I am using a SQL Server database table as a work queue.
I have one writer and multiple readers.
The writer produces new records for the queue table (INSERT).
Each reader looks for records in a certain status (SELECT) to consume, takes one batch of records, marks each record as owned (UPDATE), processes them, and then marks all processed records as complete or failed (UPDATE). The workflow for the records is simple: The status goes from 'A' for Added, to 'B' for Being Processed, to either 'C' for Complete or 'F' for Failed. And the owner for each record goes from unset while in status 'A' to a unique-identifier identifying the reader for the remaining steps. The unique identifier (a Decimal) plus the status (nchar(1)) plus an additional batch id (int) that identifies the writer's larger batch are the three key fields in the processing. Also, the table has a timestamp field that LINQ uses for its concurrency checks.
I need to prevent locking delays and update failures due to two readers choosing the same records to process. As part of the processing work, a web service call is made that can take an indeterminate amount of time to complete. We pay the web service vendor by the transaction, so I do not want to make the call, then find out another process handled the same record. Such errors will cost us thousands of dollars.
I read this article:
Processing Data Queues in SQL Server with READPAST and UPDLOCK
That looked promising, but I decided to use LINQ to SQL. I read this article:
The latter says that there is no way to tell LINQ to use UPDLOCK short of crudely wrapping a SQL procedure. This is because LINQ uses optimistic concurrency and those features assume pessimistic locking.

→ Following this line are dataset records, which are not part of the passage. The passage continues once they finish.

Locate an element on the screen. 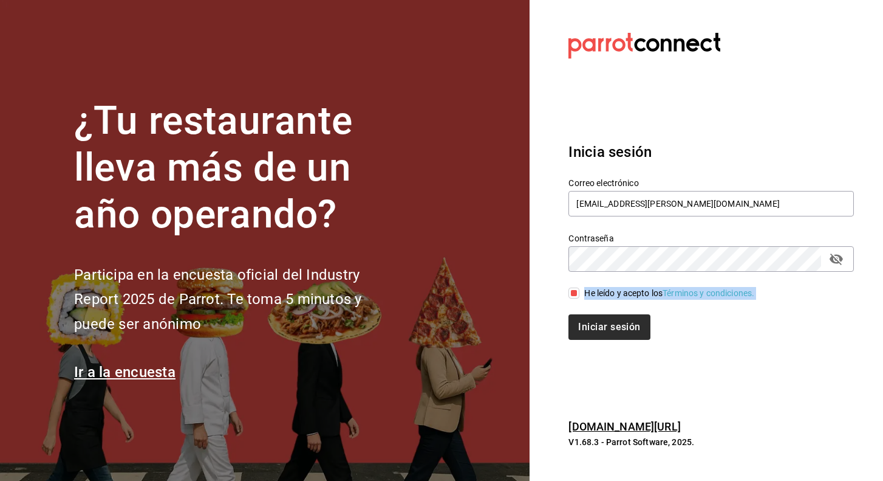 The height and width of the screenshot is (481, 883). h1: ¿Tu restaurante lleva más de un año operando? is located at coordinates (238, 168).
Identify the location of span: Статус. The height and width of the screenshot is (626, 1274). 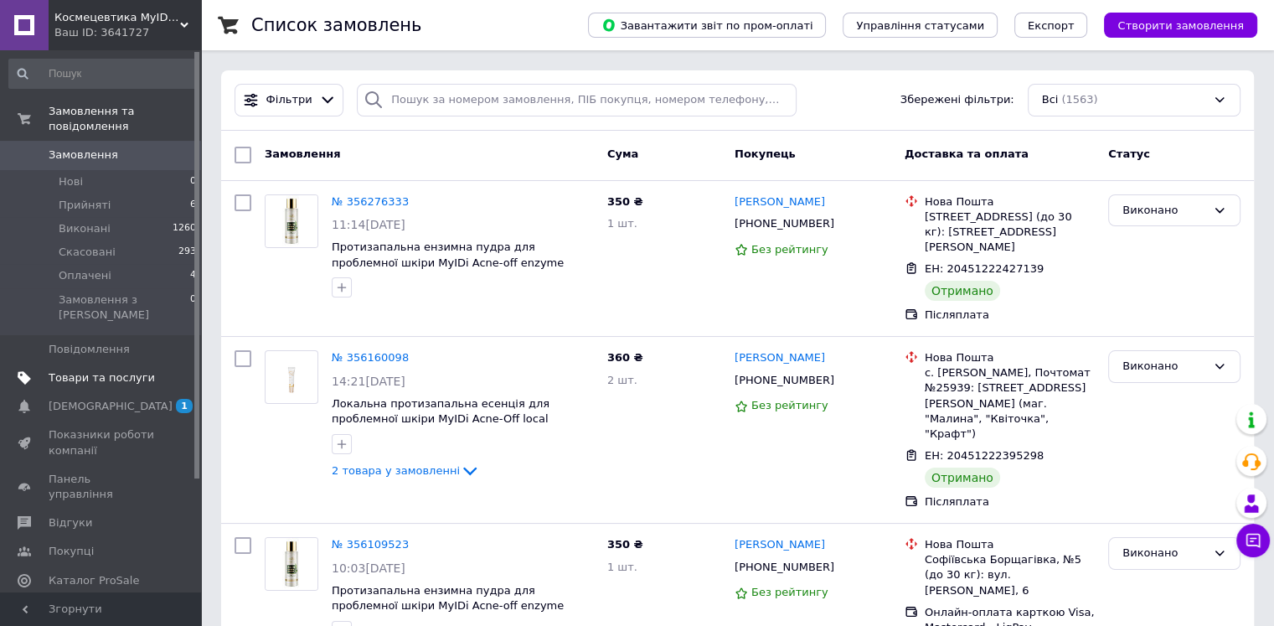
(1129, 153).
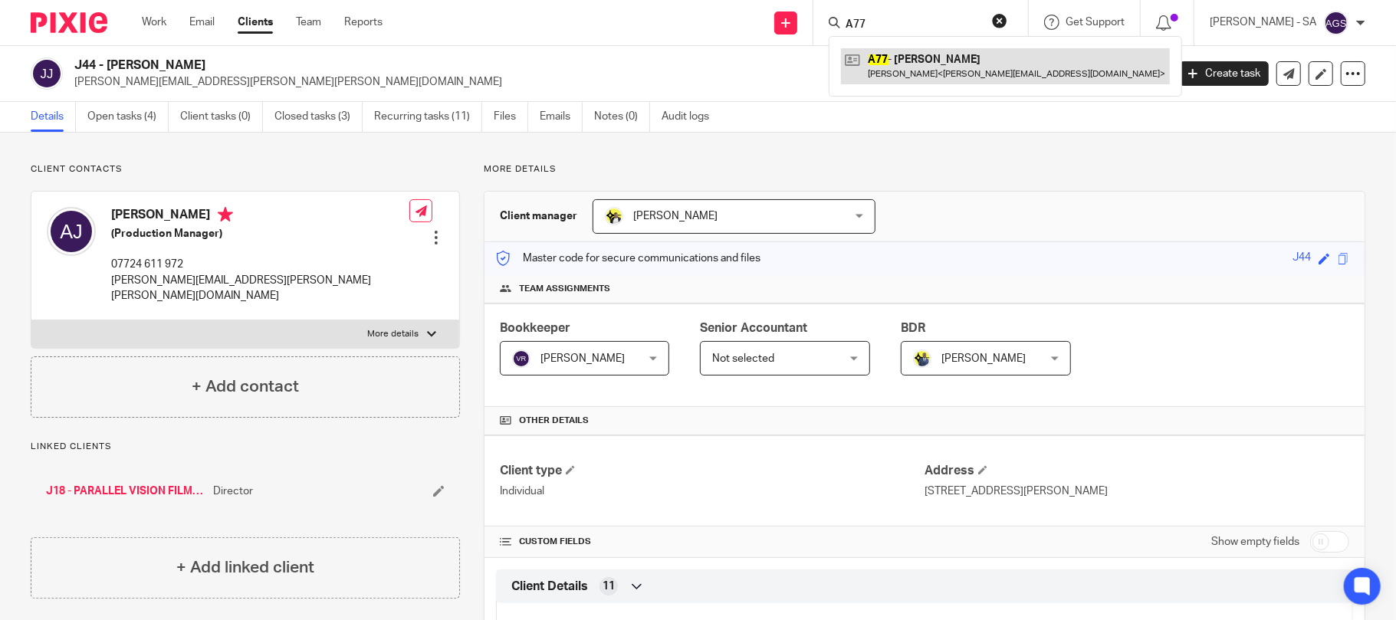 This screenshot has height=620, width=1396. Describe the element at coordinates (245, 447) in the screenshot. I see `p: Linked clients` at that location.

So how do I solve this problem using features that LINQ does support? My application is multi-threaded, but I could have multiple instances running against the same queue table, so I cannot just have a single dispatcher hand off the records to each consumer thread.
I am using .NET 4.0. My application is a plain old Windows console application. The solution should work with SQL Server 2005 and SQL Server 2008 R2. I do not want to have to use a messaging system.
UPDATE: Further research on SO. Found this article:
The answer recommends having a dispatcher thread, which I ruled out.
UPDATE 2: Found another article on SO:
Atomically Mark and return a group of rows in database
This looks really promising. I would need to execute direct SQL, but once I have my records marked and get my IDs, the rest can happen in L2S.